The reason I can guess at the seconds is because our family meal, it had come with drinks, even though we had wine.
Before bed, we’d laid bellydown across the mattress, our faces and arms hanging over the edge, and we’d sucked drops of lemonade and tea into our straws, held them there by sucking, then, on the silent count of three, opened our mouths, let them hurtle down to the floor below.
There’d been just enough moon through the stained glass framing the front door for us to see the splashes we were making. Just enough moon for us to laugh at what her Dad was going to think when he saw it. How he was probably going to send the youngest kid on site up onto the roof, to check for leaks, even though there’d been no rain. And why were the ants so interested in these splashes?
But that’s not how any of it went.
That squirrel I mentioned earlier?
It wasn’t a squirrel. Even though I could see it in my mind so clear, could mentally track the tremble of its cheek each time it puffed out to make its distinctive rattling screech, still, it wasn’t a squirrel.
It was Kelly.
I’d woken with the sun in my eyes, the country sun of our new house, and that noise I was hearing, it was the only thing it could be, all the way out here: a squirrel.

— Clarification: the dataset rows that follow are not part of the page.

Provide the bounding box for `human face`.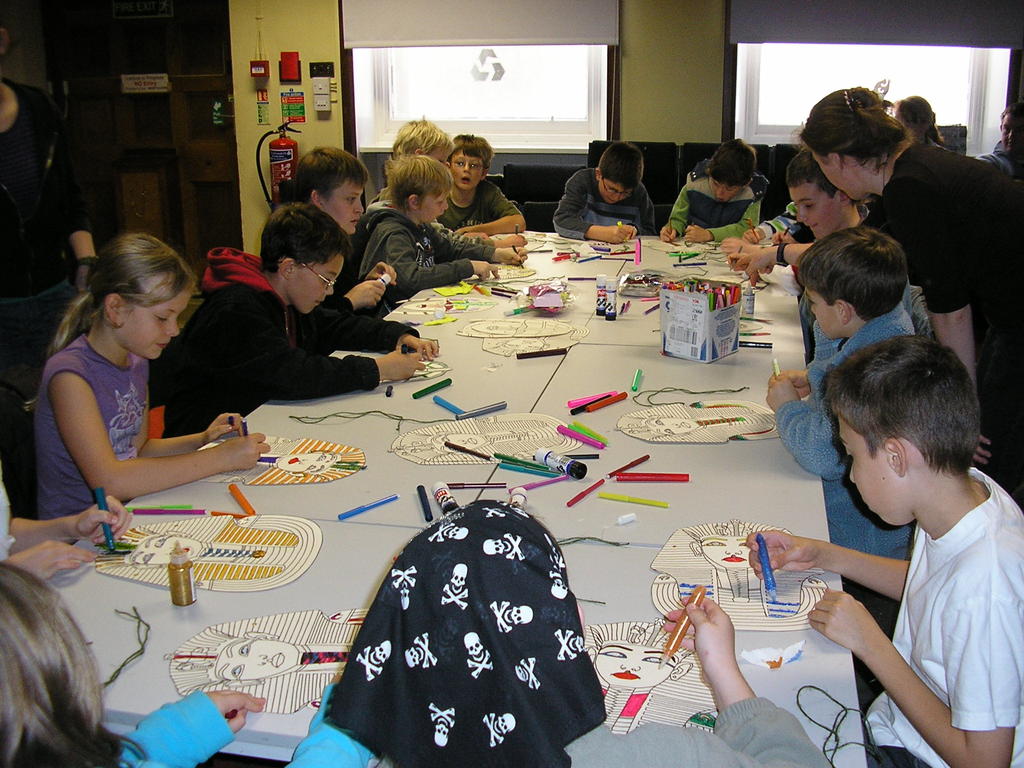
[286,253,342,316].
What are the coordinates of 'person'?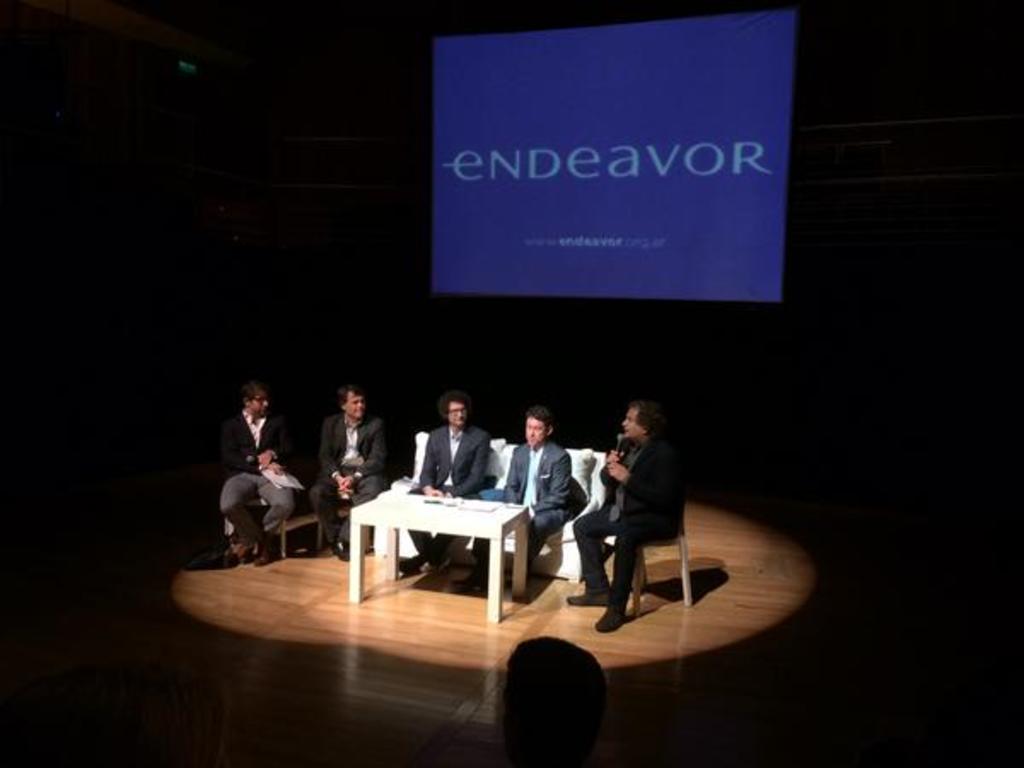
(572,403,686,647).
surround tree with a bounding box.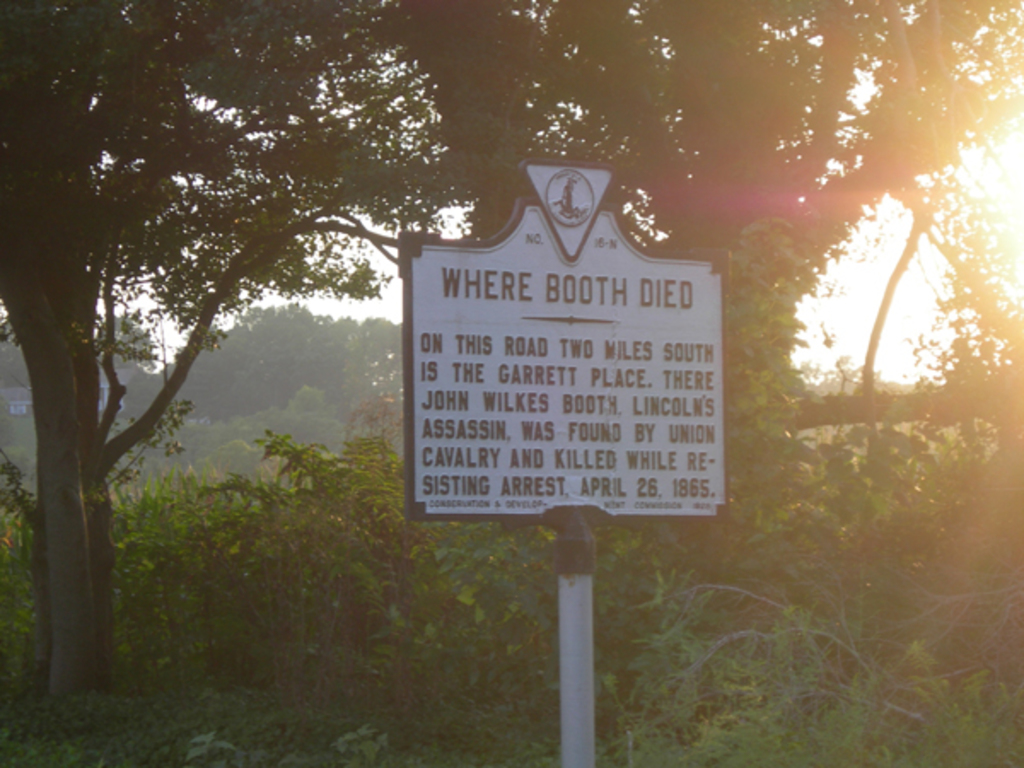
BBox(0, 0, 563, 703).
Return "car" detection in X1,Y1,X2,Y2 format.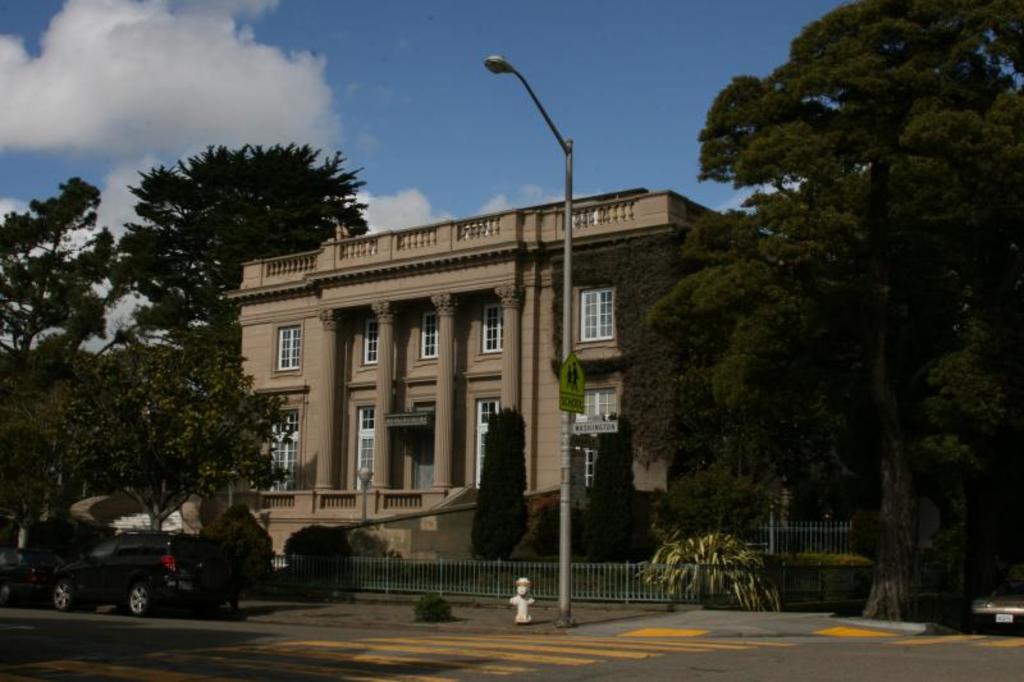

And, the reason I can’t say for sure if Kelly fell for three seconds or four, it’s because the foyer, it’s where the stairway starts. Where the thick railing comes to a stop, where the banister swirls up into a knob of wood the size of a cantaloupe.

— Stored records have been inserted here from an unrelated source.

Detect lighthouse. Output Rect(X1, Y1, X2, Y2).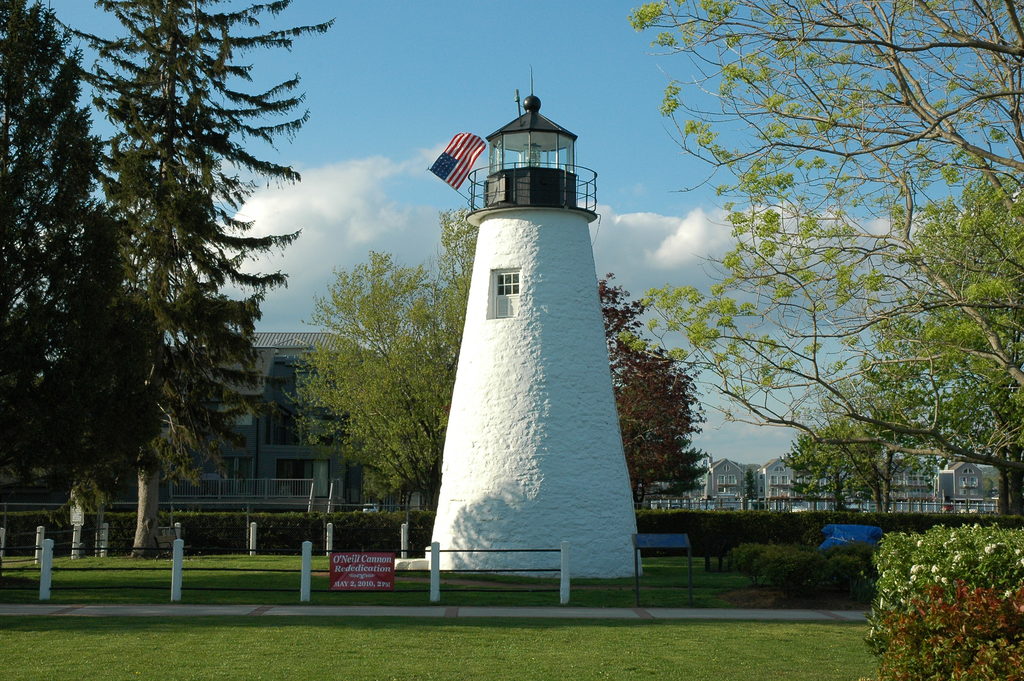
Rect(401, 76, 671, 600).
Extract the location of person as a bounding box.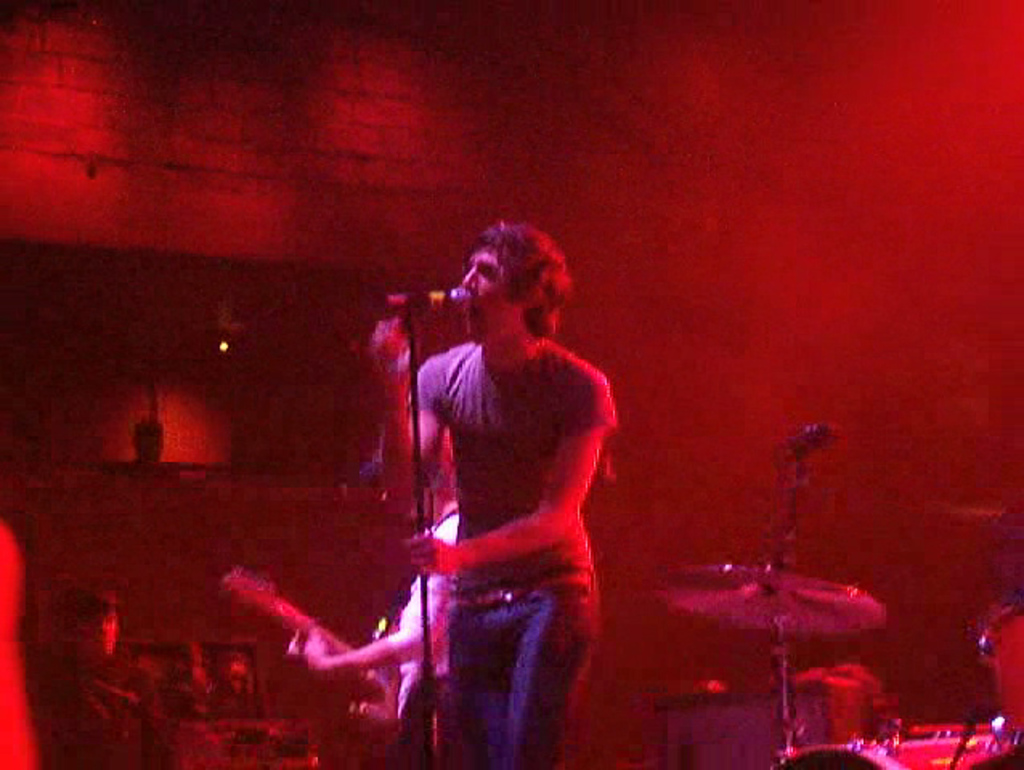
<bbox>292, 432, 451, 768</bbox>.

On the way down, Kelly’s lower back cracked into that knob of wood.
And then her momentum flopped her over, facedown on the concrete, two of her teeth cracking halfway up, blood seeping from her left ear. There was sawdust on her open eyes, too.
Stan told me about that part. That that’s why he thought she was dead. That that’s why he thought his little girl was dead.
But he spit into them—fathers are the most desperate, stubborn people in the world—and he rubbed them wet again, got her to cough, pulled her head into his chest because he didn’t know the first thing about first aid.
And, me? Mark, the husband, the protector, the brave one?
I was up in the loft with a hard-on, listening to a squirrel chatter.
Kelly’d been making that noise all night, the way she tells it. It was all she could do, all she had left. The only way she could scream.
I haven’t eaten a piece of chicken for months, now.
But the house, our house.
It’s finished, now. It’s ours.
•
Because Stan’s Stan, the whole time Kelly was having surgeries and doing physical therapy and telling me it wasn’t my fault, he kept building. I know it didn’t go down like this, but the way I picture it is he fired everybody off the job, even the subcontractors, and did it all himself. The wiring, the plumbing, the taping and the bedding, the tilework in the foyer. The high gloss trim on all the molding. Staying late to get it all just perfect.
His listing in the phonebook has always been STAN THE MAN, with a cartoon picture of how handy he is, how resolute, how fair.
What really, happened, though—I’ve seen the work orders—is he doubled up on workers, called in favors.
The house was done in two months. The only thing was, because he thought it would jinx her—builders, I’ve found, are the most superstitious people you’ll ever meet—he refused to make any of it wheelchair accessible. Because she wasn’t going to need any damn wheelchair, he’d grumble to me if I asked, which I finally stopped doing.
How he would have made it wheelchair accessible, though—man.
That front stairway? It’s grand, no doubt, but the footprint of our house, it’s small for the square footage involved, something our architect had had to do because of our craggy lot. Translation: our staircase doesn’t sweep up dramatically, like Kelly had probably been dreaming of. It can’t. What it does is go up about ten steps then switch back, to hug the wall. That wall-hugging part of it, sure, we could put a chair lift there. Those first ten steps, though, they just have railing to either side. Throwing up some structure solid enough to allow a lift to be attached—Stan could have done it, but it would have gone against his aesthetic, his sense of ethics, his push to always preserve the resale value, and a ramp, to be long enough to actually use, it would keep the front door from opening.